After the standard schooling for a son of a gentleman, Turgenev studied for one year at the University of Moscow and then moved to the University of Saint Petersburg, focusing on Classics, Russian literature, and philology. In 1838 he went to Germany to attend the University of Berlin where he studied philosophy and history. During his studies in Berlin, Turgenev had became convinced of the need for the Westernization of Russia. Lacking the interest in religious issues like his two great compatriots, Dostoevsky and Tolstoy, he represented the social side of the reform movement.

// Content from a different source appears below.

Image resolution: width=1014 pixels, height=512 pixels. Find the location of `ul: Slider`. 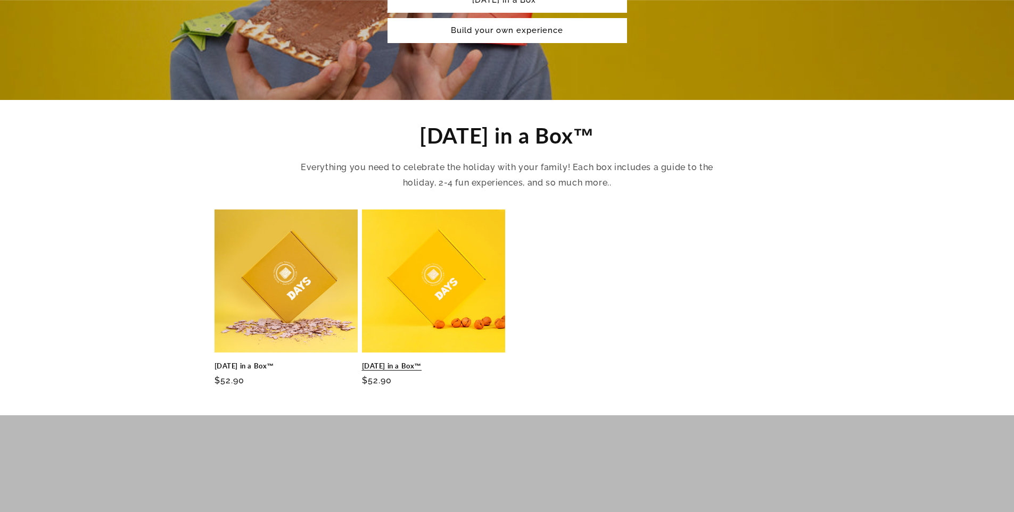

In 1841 Turgenev started his career in the Russian civil service. For a short time, he worked for the Ministry of  the Interior. However, after the success of two of his story-poems, Turgenev devoted himself to literature, country pursuits, and travel. For the rest of his life, he had a relationship with the opera singer Pauline Garcia Viardot, living near her, or at times with, her and her husband.

Description

by Ivan Sergeievich Turgenev

ONE day, in autumn, on my way home from the distant fields, I caught cold, and was taken ill. Fortunately, the fever overtook me in the county-town, in the hotel. I sent for the doctor. Half an hour later, the district physician made his appearance, a man of short stature, thin and black-haired. He prescribed for me the customary sudorific, ordered the application of mustard-plasters, very deftly tucked my five-ruble bank-note under his cuff,—but emitted a dry cough and glanced aside as he did so,—and was on the very verge of going off about his own affairs, but somehow got to talking and remained. The fever oppressed me; I foresaw a sleepless night, and was glad to chat with the kindly man. Tea was served. My doctor began to talk. He was far from a stupid young fellow, and expressed himself vigorously and quite entertainingly. Strange things happen in the world: you may live a long time, and on friendly terms, with one man, and never once speak frankly from your soul with him; with another you hardly manage to make acquaintance—and behold: either you have blurted out to him your most secret thoughts, as though you were at confession, or he has blurted out his to you. I know not how I won the confidence of my new friend,—only, without rhyme or reason, as the saying is, he “took” and told me about a rather remarkable occurrence; and now I am going to impart his narrative to the indulgent reader. I shall endeavour to express myself in the physician’s words.